In the first day or two after revelations of American prisoner abuse in Iraq exploded on the world, television cameras captured the angry reaction of “the Arab street.” Among the messages demonstrators sent was a placard which read something like: “What’s the difference between Saddam and Bush? Nothing!” This was a powerful point, meant to hit America where it hurt. But let me suggest two important differences between the ousted dictator and the incumbent president.

The first contrast is not in Bush’s favor: the hypocrisy factor. Under both leaders, “guards” have mistreated prisoners for purposes of interrogation – in some instances at the very same locations. The essential difference here comes in the realm of professions. Not exactly to his credit, Saddam Hussein made no pretensions of his regime’s regard for human rights, or determination to spread democracy and human values beyond – or even within – its borders. The Bush administration is abundantly on record to the contrary on this point, of course.

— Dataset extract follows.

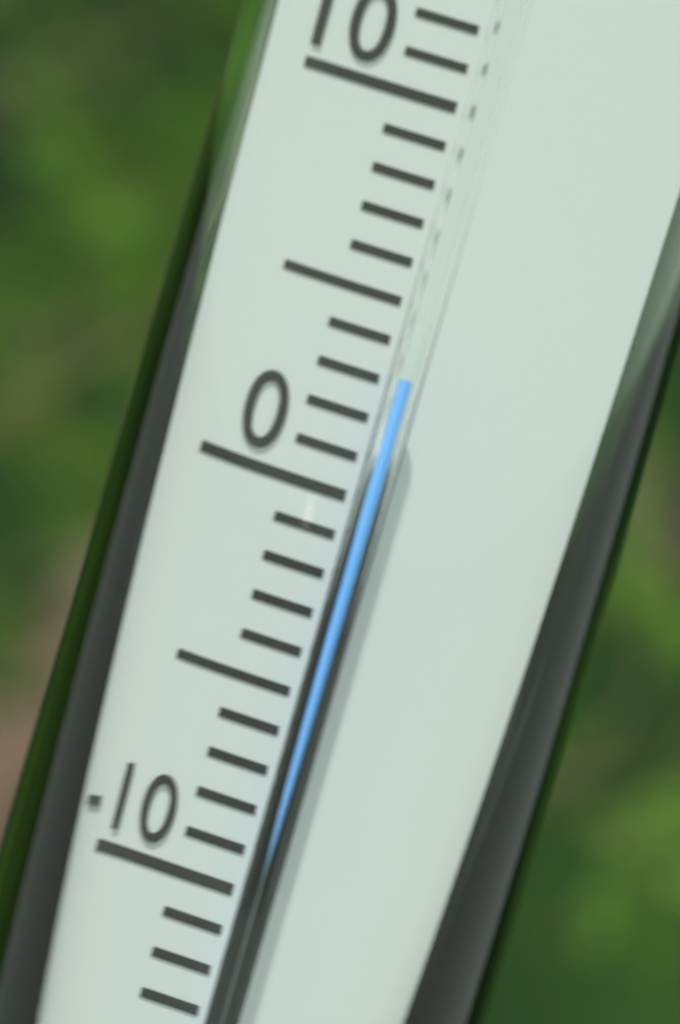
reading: 3 °C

In political terms especially, it is this gap between profession and practice that matters. To be sure, to the Hussein regime, torture was normal practice, not “abuse”; whereas U.S. government officials have moved swiftly to denounce and investigate what they have defined as prisoner abuse. And even the outrages documented so far at U.S.-run prisons from Iraq to Afghanistan pale in comparison to the atrocities perpetrated at Saddam’s murderous prisons. But our earlier proclamations of our noble mission in Iraq drown out any attempts to delineate between levels of brutality.

In this regard, the closest geopolitical parallel from our history might be the disjunction between slavery and freedom in the United States. Slavery, of course, was an ancient, even normative, labor and social system, practiced throughout the Western Hemisphere well into – in many cases deep into – the nineteenth century. And the U.S. slave population was the only one in the New World which grew naturally. Many people at the time and since have thus compared the Old South’s slave regime with other contemporary regimes and concluded that it was “mild.” Leaving aside the question of what constitutes “mild” (physical conditions are far from the only measure), this begs the question: what’s the big deal about American slavery, given this comparative perspective?

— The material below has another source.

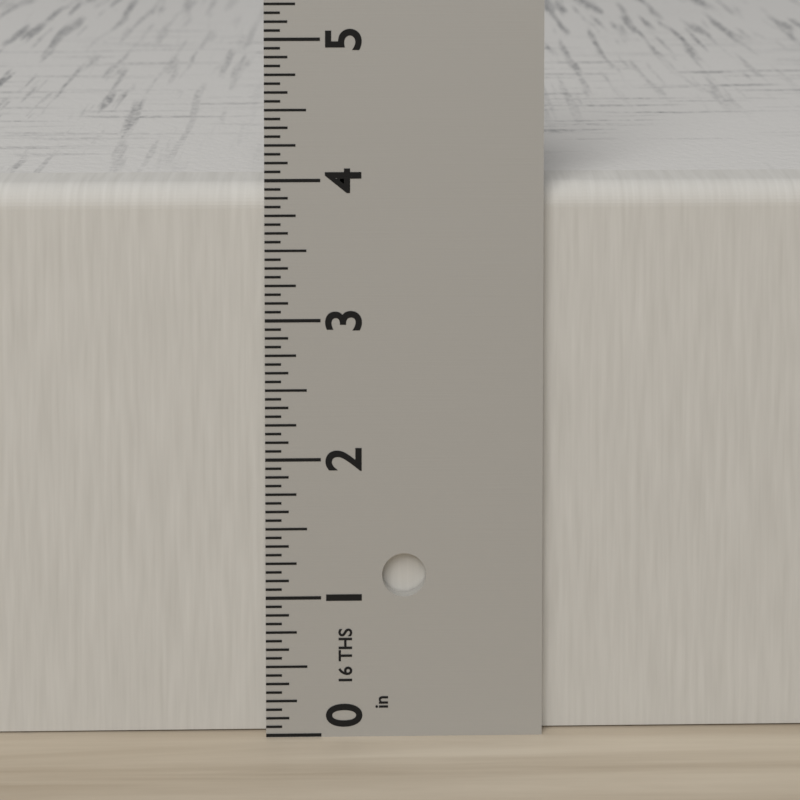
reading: 3.9375 in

The short answer is that American slavery was uniquely reprehensible only after the American Revolution. For that Revolution produced the proclamations to the world that ours was a country based on liberty and equality. Our slavery was not a new thing under the sun, but these pretensions – put forward as the very fabric of the American Republic – were, and the glaring gap justifiably drew forth condemnation at home and abroad.

Whether in the 18th or the 19th or the 21st century, the United States simply cannot put itself forward as the standard bearer of liberty and human rights, and then expect sheepish whimpers that “everyone does it” to palliate gross contradictions of that stance. No one can claim to be setting new standards and then try to be judged by the old ones.

But lest anyone think Americans have a corner on inconsistency, consider another difference between Saddam and Bush. Hussein’s appalling human rights record was well known, in its outlines, for decades. Where was the outrage on “the Arab street” then, as there is now? Why didn’t Saddam’s diplomats need to do “damage control” with other Arab governments for his abuse of their fellow Muslims, as Colin Powell and his subordinates are now having to do?

Seeing the world only through the lens of “us vs. them” is hardly unique to Arabs. But in this case as in others, it has created shameful sanctimoniousness. Surely there is enough to go around here. But while the hypocrisy factor cuts both ways, it seems to be the real answer to that placard broadcast around the world.